**Your goal:** Give back exactly the lines of the entries below from the line with "Identify the location" to the line with "This screenshot has height=658, width=1169.", inclusive, and only those.

**Data for the task:**
□ □ □ □ □ □ □

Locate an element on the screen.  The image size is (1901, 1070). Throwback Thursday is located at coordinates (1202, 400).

□ □ □ □ □ □ □

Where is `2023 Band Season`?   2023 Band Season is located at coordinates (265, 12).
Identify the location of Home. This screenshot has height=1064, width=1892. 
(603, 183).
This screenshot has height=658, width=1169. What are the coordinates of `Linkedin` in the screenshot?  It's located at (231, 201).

□ □ □ □ □ □ □

**Completed exercise:**
Identify the location of Home. This screenshot has height=1064, width=1892. 
(603, 183).
This screenshot has height=658, width=1169. What are the coordinates of `Linkedin` in the screenshot?  It's located at (231, 201).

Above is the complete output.